A URL of this Internet Draft is:
https://datatracker.ietf.org/doc/draft-wkumari-dhc-capport/
Technical Summary
This document describes a DHCP option and an RA extension to inform
nodes that they are behind some sort of captive portal device, and
that they will need to authenticate to get Internet Access.
Working Group Summary
This document was reviewed by the DHC working group, but was not adopted
there because the work is not in charter. Because it defines new DHCP options,
it's not really in charter for 6man either. Taken forward as an AD sponsored
it has had abundant review. been the inspiration for a BOF and generally
received positive attention.
Document Quality
Dan L??dtke has done an implementation of the router side of the RA option.
We are aware of no RA listener implementations nor DHCP client
implementations. Because this document defines DHCP options,
any generally-configurable DHCP server or client can
readily be configured to support this new option, typically without recompilation.
The option question for this document is whether captive portal manufacturers
and, more importantly, DHCP client implementors and RA listener implementors
will see the extension as valuable and make use of it.
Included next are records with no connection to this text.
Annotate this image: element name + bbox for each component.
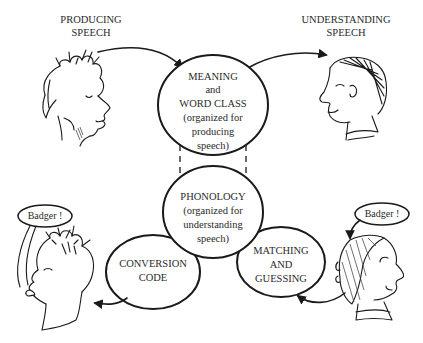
node-line: MEANING (188, 71, 238, 82)
language-processing-diagram: PRODUCING SPEECH UNDERSTANDING SPEECH CO… (0, 0, 423, 343)
node-line: (organized for (183, 205, 243, 217)
node-line: CODE (139, 272, 168, 283)
node-line: and (205, 84, 221, 95)
hair-icon (339, 235, 384, 304)
arrow-meaning-to-listener (248, 53, 326, 68)
node-line: (organized for (183, 112, 243, 124)
hair-icon (37, 231, 94, 292)
node-line: WORD CLASS (179, 98, 247, 109)
caption-producing-speech: PRODUCING SPEECH (60, 14, 122, 38)
arrow-listener-to-matching (298, 293, 345, 302)
face-profile-icon (29, 270, 46, 304)
caption-line: SPEECH (326, 27, 366, 38)
node-line: AND (270, 259, 293, 270)
node-line: CONVERSION (119, 258, 187, 269)
node-phonology: PHONOLOGY (organized for understanding s… (163, 166, 263, 258)
node-line: speech) (197, 140, 230, 152)
bubble-text: Badger ! (28, 210, 63, 221)
caption-line: SPEECH (71, 27, 111, 38)
face-profile-icon (320, 68, 350, 123)
figure-listener-bottom-right (336, 235, 404, 320)
speech-bubble-right: Badger ! (350, 203, 409, 238)
caption-line: UNDERSTANDING (302, 14, 391, 25)
arrow-producer-to-meaning (98, 48, 182, 67)
bubble-text: Badger ! (365, 208, 400, 219)
ear-icon (350, 85, 357, 97)
node-line: GUESSING (255, 273, 307, 284)
figure-speaker-top-left (43, 50, 110, 146)
node-line: PHONOLOGY (180, 191, 246, 202)
figure-listener-top-right (320, 57, 387, 140)
node-line: understanding (183, 219, 243, 230)
node-line: producing (192, 126, 235, 137)
caption-line: PRODUCING (60, 14, 122, 25)
caption-understanding-speech: UNDERSTANDING SPEECH (302, 14, 391, 38)
speech-bubble-left: Badger ! (18, 205, 72, 287)
face-profile-icon (374, 238, 404, 300)
face-profile-icon (90, 96, 110, 136)
node-meaning-and-word-class: MEANING and WORD CLASS (organized for pr… (158, 55, 268, 155)
node-line: MATCHING (253, 245, 309, 256)
figure-speaker-bottom-left (26, 226, 94, 330)
node-line: speech) (197, 233, 230, 245)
The reason for advancing it at this stage rather than waiting for widespread
adoption is that until a standard format is defined, the extension serves no
useful purpose and cannot be deployed. By documenting this extension,
we hope to provide an opportunity for improvement in the way captive
portals are operated.
Personnel
Ted Lemon is the document shepherd.
Joel Jaeggli is the responsible AD.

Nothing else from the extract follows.